'The only instrument I know where you make money three ways'

Company founder says strategy lends itself perfectly to ETF active management

'The only instrument I know where you make money three ways'

The quest for income promises to be a dominant theme in this era of low interest rates. One firm believes it’s a step ahead by virtue of its strategy of marrying the traditional benefits of fixed income with the non-traditional advantages of closed-end funds.

Neil Azous, founder and CIO of Rareview Capital, believes that, used correctly, exposure to closed-end funds can answer that calling. To that end, it has launched two actively-managed ETFs – the Rareview Dynamic Fixed Income ETF (RDFI) and the Rareview Tax Advantaged Income ETF (RTAI).

Azous told WP that closed-end funds are an under-researched niche market, with the largest managers in the world not interested in a structure they feel can’t be scaled to hundreds of billions. The other reason is that, with about two-thirds of the 540 funds in the closed-end universe bond-oriented and a third equity, the average distribution yield in the entire universe is somewhere between 7%-8%.

He said: “It's very nice from a compounding interest effect. When you're thinking about retirement income, you tend to have a longer-term time horizon, meaning you're willing to stay with products through a full market cycle of at least three years, if not five years. That compounding effect can be very powerful.
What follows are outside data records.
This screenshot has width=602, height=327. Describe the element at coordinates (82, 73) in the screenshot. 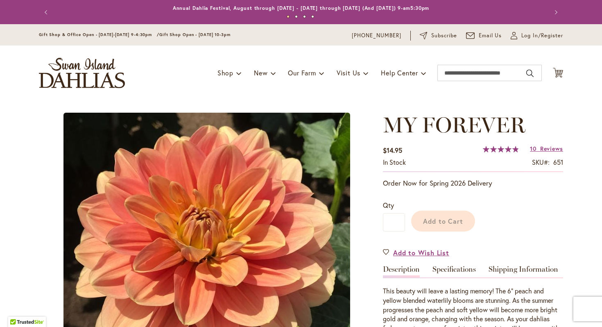

I see `a: store logo` at that location.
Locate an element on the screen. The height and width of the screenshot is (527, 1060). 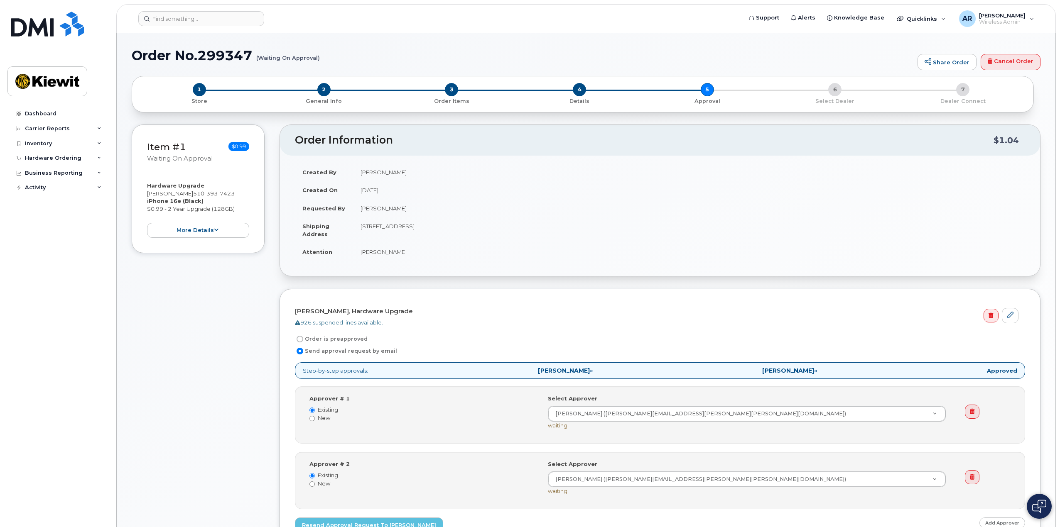
p: Step-by-step approvals: is located at coordinates (660, 371).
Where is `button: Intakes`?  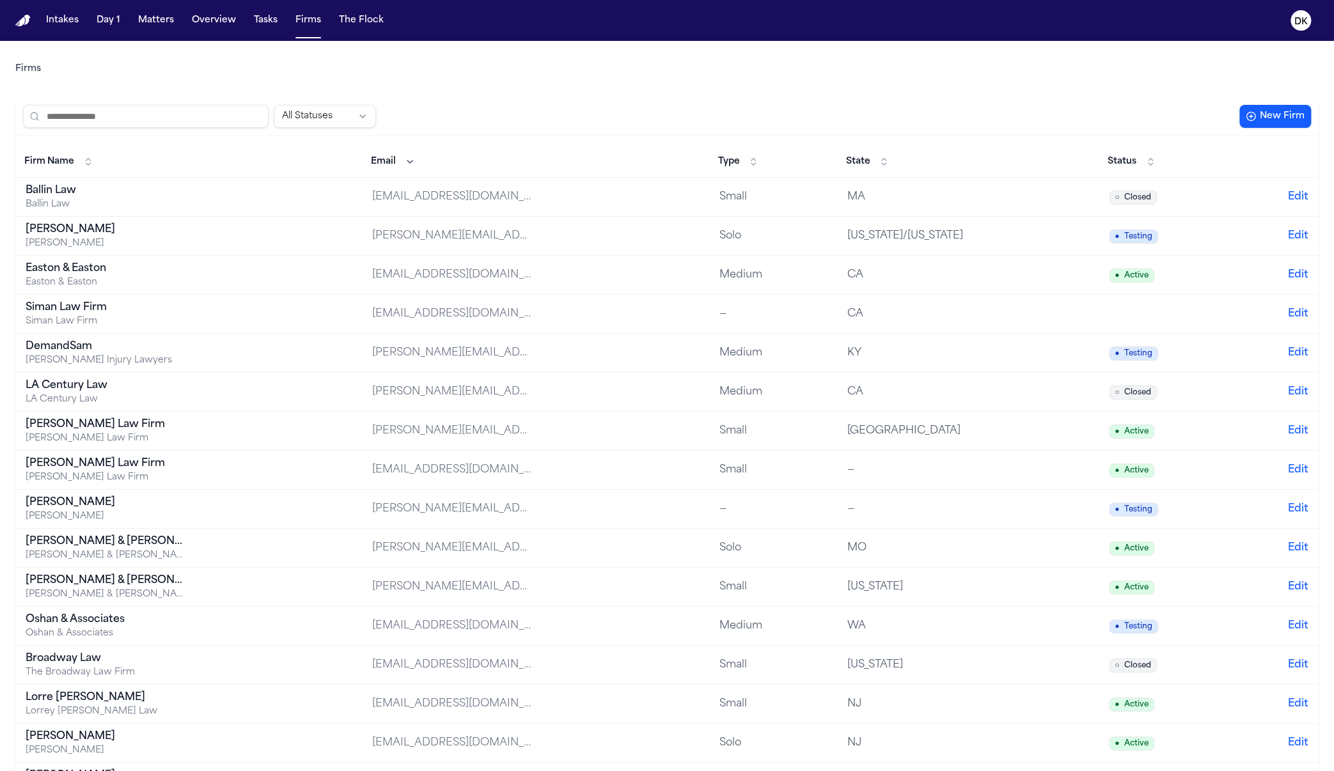
button: Intakes is located at coordinates (62, 20).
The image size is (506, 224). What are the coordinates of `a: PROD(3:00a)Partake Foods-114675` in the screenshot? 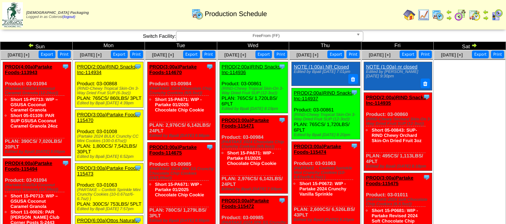 It's located at (173, 150).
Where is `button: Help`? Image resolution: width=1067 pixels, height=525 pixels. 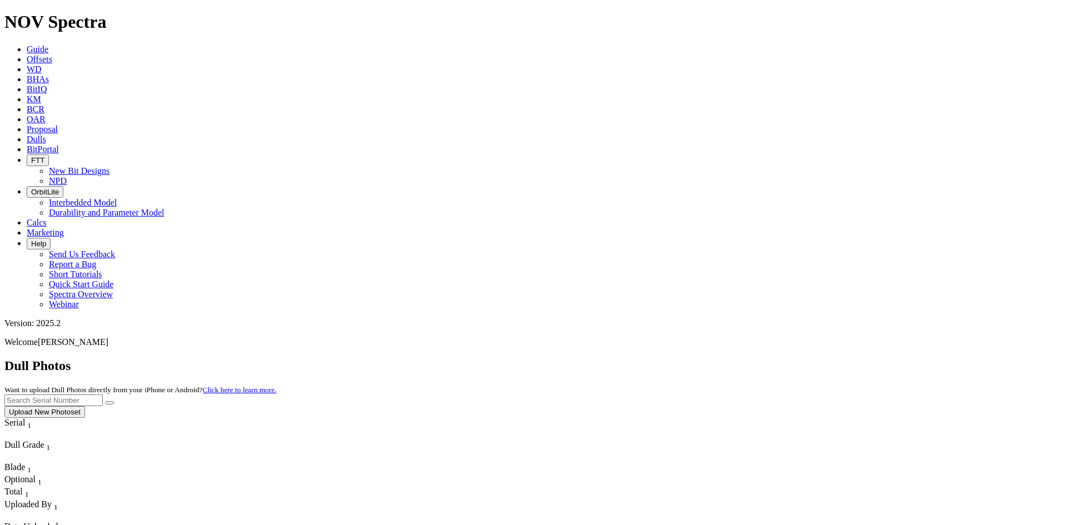 button: Help is located at coordinates (38, 243).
“The second reason is because it has a high distribution yield, and there's an argument they can potentially help mitigate risk on the downside. That's especially true because a lot of closed-end funds trade at a discount to their net asset value. If you get to buy something at 90 cents on the dollar, and it's giving you a 77 plus per cent distribution yield, that discounted yield is actually substantially higher. That's a pretty good shock absorber in a world that doesn't provide that in other instruments, like the Treasury, at the moment.”

Azous told WP about 90% of them tend to trade at a discount to their net asset value. If the manager is able to buy something at a discount, and that narrow, and then you're naturally able to sell out later, adding on additional total return to the strategy.

He said: “Collectively, they're the only instrument that I'm aware of that you can make money, potentially three different ways. One is the high distribution yield., two is potential principal appreciation, known as market beta, and three is this discount to net-asset-value capture process, which would be termed also as potential alpha generation.

“You've got this nice combination of yield, beta, and alpha, which doesn't exist in any other product that I'm aware of. There are other products that might have those return streams but I haven't seen another one that that provides the ability to have three different sources of return attribution.”